Kelly will advocate hard for the Category 1 rules of racing to be made manifest all over the world, including the U.S racing jurisdictions. But before we hear from him, here is the essential difference the two types of categories throw up. In regards specifically to interference rules between Category Two, used in Ky, and Category One, used throughout the rest of the world. At a basic level, the difference is that under Category One rules, they state that once the stewards agree there was interference, they then have to determine which horse would have finished ahead of the other following the scrimmage.

If the horse who was impeded would have finished in front of the offender then the offender is placed behind it. If not, the offender stays where he/she is and the jockey is heavily fined. For Category Two, once it has been determined by the sitting stewards there was interference, the stewards can alter the finish of the race in any way, and the offender will be relegated behind any it impeded….even if the impeded horse would NOT have won the race. Said Kelly, “certainly in Hong Kong, there would be no changes to the placings. Maximum Security was the dominant horse in the race. No case could be successfully argued that those horses, if not for that interference, would have finished in front of [Maximum Security].”

In Australia, New Zealand, Japan, France and England, the interference would not have altered the placings either. “At the top of the straight it appeared as though he was under siege but over the last 200m he actually extended away from the field, so he was clearly the best horse.

“I’d be very surprised if any Category One country would change the placings. It’s likely, from the shots that I’ve seen, that the jockey would’ve incurred some form of penalty.”

Kelly is the chairman of the International Harmonisation of Race day Rules committee of the International Federation of Horseracing and is pushing for all countries to adopt the same approach.

He has been in touch with the American representative on the committee after the Kentucky Derby and has already been invited to address the “USA round table” (their equivalent of the Asian Racing Conference) to explain the merits of Category One.

“In 2011, the Japan Racing Association had a defining moment when Rose Kingdom [was awarded] the Japan Cup and Buena Vista was taken down.

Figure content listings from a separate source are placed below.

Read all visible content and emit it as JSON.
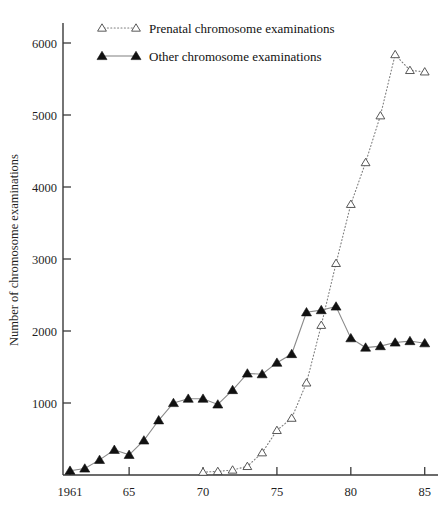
{
  "chart_data": {
    "type": "line",
    "title": "",
    "xlabel": "",
    "ylabel": "Number of chromosome examinations",
    "xlim": [
      1961,
      1985.6
    ],
    "ylim": [
      0,
      6350
    ],
    "grid": false,
    "legend_position": "top-left",
    "x_ticks": [
      1961,
      1965,
      1970,
      1975,
      1980,
      1985
    ],
    "x_tick_labels": [
      "1961",
      "65",
      "70",
      "75",
      "80",
      "85"
    ],
    "y_ticks": [
      1000,
      2000,
      3000,
      4000,
      5000,
      6000
    ],
    "y_tick_labels": [
      "1000",
      "2000",
      "3000",
      "4000",
      "5000",
      "6000"
    ],
    "x": [
      1961,
      1962,
      1963,
      1964,
      1965,
      1966,
      1967,
      1968,
      1969,
      1970,
      1971,
      1972,
      1973,
      1974,
      1975,
      1976,
      1977,
      1978,
      1979,
      1980,
      1981,
      1982,
      1983,
      1984,
      1985
    ],
    "series": [
      {
        "name": "Prenatal chromosome examinations",
        "marker": "open-triangle",
        "linestyle": "dotted",
        "color": "#454545",
        "x": [
          1970,
          1971,
          1972,
          1973,
          1974,
          1975,
          1976,
          1977,
          1978,
          1979,
          1980,
          1981,
          1982,
          1983,
          1984,
          1985
        ],
        "values": [
          40,
          50,
          70,
          120,
          310,
          620,
          790,
          1280,
          2080,
          2940,
          3760,
          4340,
          4990,
          5840,
          5620,
          5600
        ]
      },
      {
        "name": "Other chromosome examinations",
        "marker": "filled-triangle",
        "linestyle": "solid",
        "color": "#111111",
        "x": [
          1961,
          1962,
          1963,
          1964,
          1965,
          1966,
          1967,
          1968,
          1969,
          1970,
          1971,
          1972,
          1973,
          1974,
          1975,
          1976,
          1977,
          1978,
          1979,
          1980,
          1981,
          1982,
          1983,
          1984,
          1985
        ],
        "values": [
          60,
          90,
          210,
          350,
          280,
          480,
          760,
          1000,
          1060,
          1060,
          980,
          1180,
          1410,
          1400,
          1560,
          1680,
          2260,
          2290,
          2340,
          1900,
          1770,
          1790,
          1840,
          1860,
          1830
        ]
      }
    ],
    "legend": [
      {
        "label": "Prenatal chromosome examinations",
        "marker": "open-triangle",
        "linestyle": "dotted"
      },
      {
        "label": "Other chromosome examinations",
        "marker": "filled-triangle",
        "linestyle": "solid"
      }
    ],
    "colors": {
      "axis": "#3a3a3a",
      "solid_line": "#8a8a8a",
      "dotted_line": "#7d7d7d",
      "filled_marker": "#111111",
      "open_marker_stroke": "#454545",
      "background": "#ffffff"
    }
  }
}
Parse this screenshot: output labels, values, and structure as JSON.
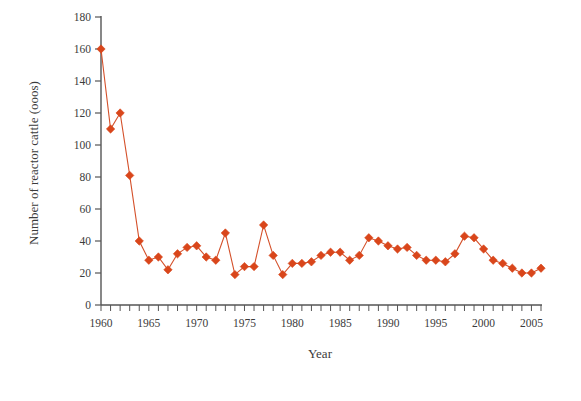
{
  "chart_data": {
    "type": "line",
    "title": "",
    "xlabel": "Year",
    "ylabel": "Number of reactor cattle (ooos)",
    "xlim": [
      1959,
      2006
    ],
    "ylim": [
      0,
      180
    ],
    "ytick_step": 20,
    "xtick_step": 5,
    "xtick_minor_step": 1,
    "grid": false,
    "legend": null,
    "marker": "diamond",
    "series_color": "#d9461b",
    "line_color": "#d4502a",
    "yticks": [
      0,
      20,
      40,
      60,
      80,
      100,
      120,
      140,
      160,
      180
    ],
    "ytick_labels": [
      "0",
      "20",
      "40",
      "60",
      "80",
      "100",
      "120",
      "140",
      "160",
      "180"
    ],
    "xticks": [
      1960,
      1965,
      1970,
      1975,
      1980,
      1985,
      1990,
      1995,
      2000,
      2005
    ],
    "xtick_labels": [
      "1960",
      "1965",
      "1970",
      "1975",
      "1980",
      "1985",
      "1990",
      "1995",
      "2000",
      "2005"
    ],
    "x": [
      1960,
      1961,
      1962,
      1963,
      1964,
      1965,
      1966,
      1967,
      1968,
      1969,
      1970,
      1971,
      1972,
      1973,
      1974,
      1975,
      1976,
      1977,
      1978,
      1979,
      1980,
      1981,
      1982,
      1983,
      1984,
      1985,
      1986,
      1987,
      1988,
      1989,
      1990,
      1991,
      1992,
      1993,
      1994,
      1995,
      1996,
      1997,
      1998,
      1999,
      2000,
      2001,
      2002,
      2003,
      2004,
      2005,
      2006
    ],
    "values": [
      160,
      110,
      120,
      81,
      40,
      28,
      30,
      22,
      32,
      36,
      37,
      30,
      28,
      45,
      19,
      24,
      24,
      50,
      31,
      19,
      26,
      26,
      27,
      31,
      33,
      33,
      28,
      31,
      42,
      40,
      37,
      35,
      36,
      31,
      28,
      28,
      27,
      32,
      43,
      42,
      35,
      28,
      26,
      23,
      20,
      20,
      23
    ]
  },
  "axis": {
    "y_title": "Number of reactor cattle (ooos)",
    "x_title": "Year"
  }
}
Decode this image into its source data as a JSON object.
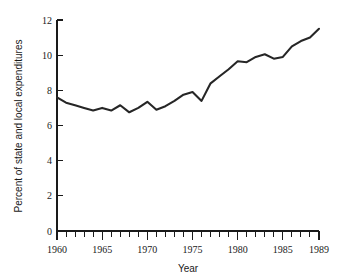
{
  "chart_data": {
    "type": "line",
    "title": "",
    "xlabel": "Year",
    "ylabel": "Percent of state and local expenditures",
    "xlim": [
      1960,
      1989
    ],
    "ylim": [
      0,
      12
    ],
    "grid": false,
    "legend": null,
    "line_color": "#262626",
    "x": [
      1960,
      1961,
      1962,
      1963,
      1964,
      1965,
      1966,
      1967,
      1968,
      1969,
      1970,
      1971,
      1972,
      1973,
      1974,
      1975,
      1976,
      1977,
      1978,
      1979,
      1980,
      1981,
      1982,
      1983,
      1984,
      1985,
      1986,
      1987,
      1988,
      1989
    ],
    "values": [
      7.6,
      7.3,
      7.15,
      7.0,
      6.85,
      7.0,
      6.85,
      7.15,
      6.75,
      7.0,
      7.35,
      6.9,
      7.1,
      7.4,
      7.75,
      7.9,
      7.4,
      8.4,
      8.8,
      9.2,
      9.65,
      9.6,
      9.9,
      10.05,
      9.8,
      9.9,
      10.5,
      10.8,
      11.0,
      11.5
    ],
    "y_ticks": [
      0,
      2,
      4,
      6,
      8,
      10,
      12
    ],
    "y_tick_labels": [
      "0",
      "2",
      "4",
      "6",
      "8",
      "10",
      "12"
    ],
    "x_ticks_major": [
      1960,
      1965,
      1970,
      1975,
      1980,
      1985,
      1989
    ],
    "x_tick_labels": [
      "1960",
      "1965",
      "1970",
      "1975",
      "1980",
      "1985",
      "1989"
    ],
    "x_ticks_minor": [
      1961,
      1962,
      1963,
      1964,
      1966,
      1967,
      1968,
      1969,
      1971,
      1972,
      1973,
      1974,
      1976,
      1977,
      1978,
      1979,
      1981,
      1982,
      1983,
      1984,
      1986,
      1987,
      1988
    ]
  }
}
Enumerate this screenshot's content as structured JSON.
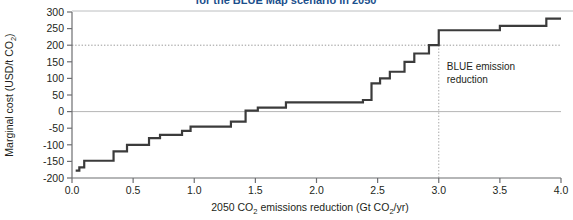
{
  "figure": {
    "title_fragment": "for the BLUE Map scenario in 2050",
    "background": "#ffffff",
    "line_color": "#3b3b3b",
    "axis_color": "#6d6e71",
    "grid_color": "#bcbec0"
  },
  "axes": {
    "y_title_main": "Marginal cost (USD/t CO",
    "y_title_sub": "2",
    "y_title_tail": ")",
    "x_title_a": "2050 CO",
    "x_title_sub1": "2",
    "x_title_b": " emissions reduction (Gt CO",
    "x_title_sub2": "2",
    "x_title_c": "/yr)"
  },
  "annotation": {
    "line1": "BLUE emission",
    "line2": "reduction",
    "marker_x": 3.0
  },
  "chart_data": {
    "type": "line",
    "subtype": "step-marginal-abatement-cost-curve",
    "title": "for the BLUE Map scenario in 2050",
    "xlabel": "2050 CO2 emissions reduction (Gt CO2/yr)",
    "ylabel": "Marginal cost (USD/t CO2)",
    "xlim": [
      0.0,
      4.0
    ],
    "ylim": [
      -200,
      300
    ],
    "xticks": [
      "0.0",
      "0.5",
      "1.0",
      "1.5",
      "2.0",
      "2.5",
      "3.0",
      "3.5",
      "4.0"
    ],
    "xtick_values": [
      0.0,
      0.5,
      1.0,
      1.5,
      2.0,
      2.5,
      3.0,
      3.5,
      4.0
    ],
    "yticks": [
      "300",
      "250",
      "200",
      "150",
      "100",
      "50",
      "0",
      "-50",
      "-100",
      "-150",
      "-200"
    ],
    "ytick_values": [
      300,
      250,
      200,
      150,
      100,
      50,
      0,
      -50,
      -100,
      -150,
      -200
    ],
    "grid": "horizontal reference lines at y=0 and y=200; dotted vertical line at x=3.0",
    "reference_lines": [
      {
        "axis": "y",
        "value": 0,
        "style": "solid-light"
      },
      {
        "axis": "y",
        "value": 200,
        "style": "dotted"
      },
      {
        "axis": "x",
        "value": 3.0,
        "style": "dotted"
      }
    ],
    "legend": "none",
    "annotations": [
      {
        "text": "BLUE emission reduction",
        "x": 3.05,
        "y": 120
      }
    ],
    "series": [
      {
        "name": "Marginal abatement cost",
        "steps": [
          {
            "x_start": 0.03,
            "x_end": 0.06,
            "cost": -178
          },
          {
            "x_start": 0.06,
            "x_end": 0.1,
            "cost": -168
          },
          {
            "x_start": 0.1,
            "x_end": 0.34,
            "cost": -148
          },
          {
            "x_start": 0.34,
            "x_end": 0.45,
            "cost": -120
          },
          {
            "x_start": 0.45,
            "x_end": 0.63,
            "cost": -100
          },
          {
            "x_start": 0.63,
            "x_end": 0.72,
            "cost": -80
          },
          {
            "x_start": 0.72,
            "x_end": 0.9,
            "cost": -70
          },
          {
            "x_start": 0.9,
            "x_end": 0.97,
            "cost": -58
          },
          {
            "x_start": 0.97,
            "x_end": 1.3,
            "cost": -45
          },
          {
            "x_start": 1.3,
            "x_end": 1.42,
            "cost": -30
          },
          {
            "x_start": 1.42,
            "x_end": 1.52,
            "cost": 3
          },
          {
            "x_start": 1.52,
            "x_end": 1.75,
            "cost": 12
          },
          {
            "x_start": 1.75,
            "x_end": 2.38,
            "cost": 28
          },
          {
            "x_start": 2.38,
            "x_end": 2.45,
            "cost": 35
          },
          {
            "x_start": 2.45,
            "x_end": 2.52,
            "cost": 85
          },
          {
            "x_start": 2.52,
            "x_end": 2.6,
            "cost": 100
          },
          {
            "x_start": 2.6,
            "x_end": 2.72,
            "cost": 120
          },
          {
            "x_start": 2.72,
            "x_end": 2.8,
            "cost": 150
          },
          {
            "x_start": 2.8,
            "x_end": 2.92,
            "cost": 175
          },
          {
            "x_start": 2.92,
            "x_end": 3.0,
            "cost": 200
          },
          {
            "x_start": 3.0,
            "x_end": 3.5,
            "cost": 245
          },
          {
            "x_start": 3.5,
            "x_end": 3.88,
            "cost": 258
          },
          {
            "x_start": 3.88,
            "x_end": 4.0,
            "cost": 280
          }
        ]
      }
    ]
  }
}
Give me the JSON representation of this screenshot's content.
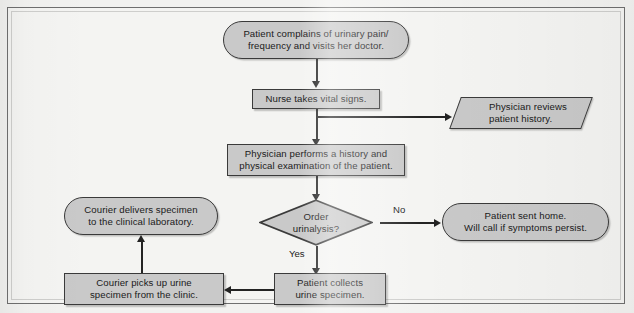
{
  "diagram": {
    "colors": {
      "shape_fill": "#c9c9c9",
      "shape_border": "#3a3a3a",
      "connector": "#232323",
      "canvas": "#f4f4f2",
      "frame_border": "#6f6f6f"
    },
    "nodes": {
      "patient_complains": {
        "shape": "terminator",
        "line1": "Patient complains of urinary pain/",
        "line2": "frequency and visits her doctor."
      },
      "nurse_vitals": {
        "shape": "process",
        "line1": "Nurse takes vital signs."
      },
      "physician_reviews": {
        "shape": "parallelogram",
        "line1": "Physician reviews",
        "line2": "patient history."
      },
      "physician_exam": {
        "shape": "process",
        "line1": "Physician performs a history and",
        "line2": "physical examination of the patient."
      },
      "order_urinalysis": {
        "shape": "decision",
        "line1": "Order",
        "line2": "urinalysis?"
      },
      "patient_sent_home": {
        "shape": "terminator",
        "line1": "Patient sent home.",
        "line2": "Will call if symptoms persist."
      },
      "courier_delivers": {
        "shape": "terminator",
        "line1": "Courier delivers specimen",
        "line2": "to the clinical laboratory."
      },
      "courier_picks_up": {
        "shape": "process",
        "line1": "Courier picks up urine",
        "line2": "specimen from the clinic."
      },
      "patient_collects": {
        "shape": "process",
        "line1": "Patient collects",
        "line2": "urine specimen."
      }
    },
    "edge_labels": {
      "no": "No",
      "yes": "Yes"
    }
  }
}
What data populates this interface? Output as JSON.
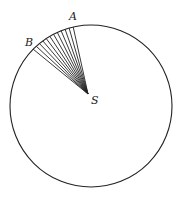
{
  "diagram": {
    "circle": {
      "cx": 91,
      "cy": 106,
      "r": 81,
      "stroke": "#222222"
    },
    "focus": {
      "label": "S",
      "x": 88,
      "y": 94
    },
    "arc_start": {
      "label": "A"
    },
    "arc_end": {
      "label": "B"
    },
    "line_count": 12
  }
}
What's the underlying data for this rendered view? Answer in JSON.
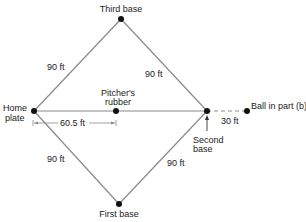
{
  "diagram": {
    "type": "baseball-diamond",
    "colors": {
      "line": "#8a8a8a",
      "point": "#111111",
      "text": "#1a1a1a"
    },
    "points": {
      "home_plate": {
        "label_line1": "Home",
        "label_line2": "plate",
        "x": 34,
        "y": 111
      },
      "pitchers_rubber": {
        "label_line1": "Pitcher's",
        "label_line2": "rubber",
        "x": 116,
        "y": 111
      },
      "second_base": {
        "label_line1": "Second",
        "label_line2": "base",
        "x": 207,
        "y": 111
      },
      "third_base": {
        "label": "Third base",
        "x": 121,
        "y": 19
      },
      "first_base": {
        "label": "First base",
        "x": 119,
        "y": 204
      },
      "ball": {
        "label": "Ball in part (b)",
        "x": 247,
        "y": 111
      }
    },
    "distances": {
      "home_to_third": "90 ft",
      "third_to_second": "90 ft",
      "home_to_first": "90 ft",
      "first_to_second": "90 ft",
      "home_to_pitcher": "60.5 ft",
      "second_to_ball": "30 ft"
    }
  }
}
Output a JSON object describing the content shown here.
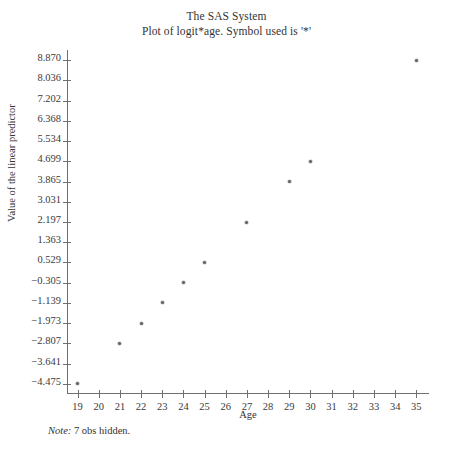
{
  "titles": {
    "line1": "The SAS System",
    "line2": "Plot of logit*age. Symbol used is '*'"
  },
  "footnote": {
    "label": "Note:",
    "text": " 7 obs hidden."
  },
  "chart_data": {
    "type": "scatter",
    "title": "The SAS System",
    "subtitle": "Plot of logit*age. Symbol used is '*'",
    "xlabel": "Age",
    "ylabel": "Value of the linear predictor",
    "xlim": [
      18.5,
      35.6
    ],
    "ylim": [
      -4.892,
      9.287
    ],
    "grid": false,
    "legend": null,
    "marker": "*",
    "marker_color": "#666666",
    "axis_color": "#6f6f6f",
    "xticks": [
      19,
      20,
      21,
      22,
      23,
      24,
      25,
      26,
      27,
      28,
      29,
      30,
      31,
      32,
      33,
      34,
      35
    ],
    "xtick_labels": [
      "19",
      "20",
      "21",
      "22",
      "23",
      "24",
      "25",
      "26",
      "27",
      "28",
      "29",
      "30",
      "31",
      "32",
      "33",
      "34",
      "35"
    ],
    "yticks": [
      8.87,
      8.036,
      7.202,
      6.368,
      5.534,
      4.699,
      3.865,
      3.031,
      2.197,
      1.363,
      0.529,
      -0.305,
      -1.139,
      -1.973,
      -2.807,
      -3.641,
      -4.475
    ],
    "ytick_labels": [
      "8.870",
      "8.036",
      "7.202",
      "6.368",
      "5.534",
      "4.699",
      "3.865",
      "3.031",
      "2.197",
      "1.363",
      "0.529",
      "-0.305",
      "-1.139",
      "-1.973",
      "-2.807",
      "-3.641",
      "-4.475"
    ],
    "x": [
      19,
      21,
      22,
      23,
      24,
      25,
      27,
      29,
      30,
      35
    ],
    "y": [
      -4.475,
      -2.807,
      -1.973,
      -1.139,
      -0.305,
      0.529,
      2.197,
      3.865,
      4.699,
      8.87
    ],
    "points": [
      {
        "x": 19,
        "y": -4.475
      },
      {
        "x": 21,
        "y": -2.807
      },
      {
        "x": 22,
        "y": -1.973
      },
      {
        "x": 23,
        "y": -1.139
      },
      {
        "x": 24,
        "y": -0.305
      },
      {
        "x": 25,
        "y": 0.529
      },
      {
        "x": 27,
        "y": 2.197
      },
      {
        "x": 29,
        "y": 3.865
      },
      {
        "x": 30,
        "y": 4.699
      },
      {
        "x": 35,
        "y": 8.87
      }
    ],
    "annotations": [
      "Note: 7 obs hidden."
    ]
  }
}
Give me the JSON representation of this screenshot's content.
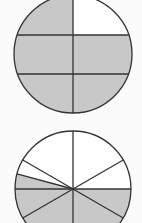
{
  "colors": {
    "background": "#fbfbfb",
    "shaded": "#c8c8c8",
    "unshaded": "#ffffff",
    "stroke": "#333333"
  },
  "figures": [
    {
      "id": "circle-horizontal-partition",
      "description": "Circle divided by one vertical line and two horizontal lines into 6 regions; all regions shaded except the top-right",
      "center": [
        73,
        54
      ],
      "radius": 59,
      "vertical_line_x": 73,
      "horizontal_lines_y": [
        35,
        74
      ],
      "unshaded_region": "top-right"
    },
    {
      "id": "circle-radial-partition",
      "description": "Circle divided by radial lines from the center into sectors; lower half plus a thin left sector shaded",
      "center": [
        73,
        189
      ],
      "radius": 58,
      "radial_angles_deg": [
        0,
        30,
        90,
        150,
        165,
        180,
        210,
        270,
        330
      ],
      "shaded_range_deg": [
        165,
        360
      ]
    }
  ]
}
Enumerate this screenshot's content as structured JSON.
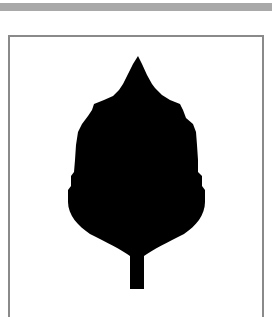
{
  "figure": {
    "caption": "",
    "colors": {
      "band": "#a9a9a9",
      "frame_border": "#8a8a8a",
      "background": "#ffffff",
      "silhouette": "#000000"
    }
  }
}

Buena Vista was clearly the best horse in the race and under Category One would [have been declared the winner].

“It took something like that for the JRA to change from Category Two to Category One, and since then France and Germany have come on board and all the South American countries are Category One now, as are Australia, New Zealand, Singapore etc.

“I would think that given the amount of comment that I’ve seen and the circumstances of this one, I can see a lot of similarities with what happened in Japan and what has happened in Kentucky. It may well be their ‘Japan Cup moment’.”

Kelly, an Australian who learned how to officiate in Sydney, is adamant the Category One rules are fairer to all involved and went public in the Hong Kong Racing News.

“I think it’s much fairer to punters but also to the connections of a horse,” said Kelly.

“Who does the Category Two philosophy seek to penalise? The jockey is going to be penalised regardless, all it does is penalise people above and beyond the jockey for something they have no control over.

“In Category One, if it can be clearly demonstrated that the horse interfered with would have beaten [the other one] home, punters can accept they should not have won the race under those circumstances.”

And that was not the case in the Kentucky Derby this year.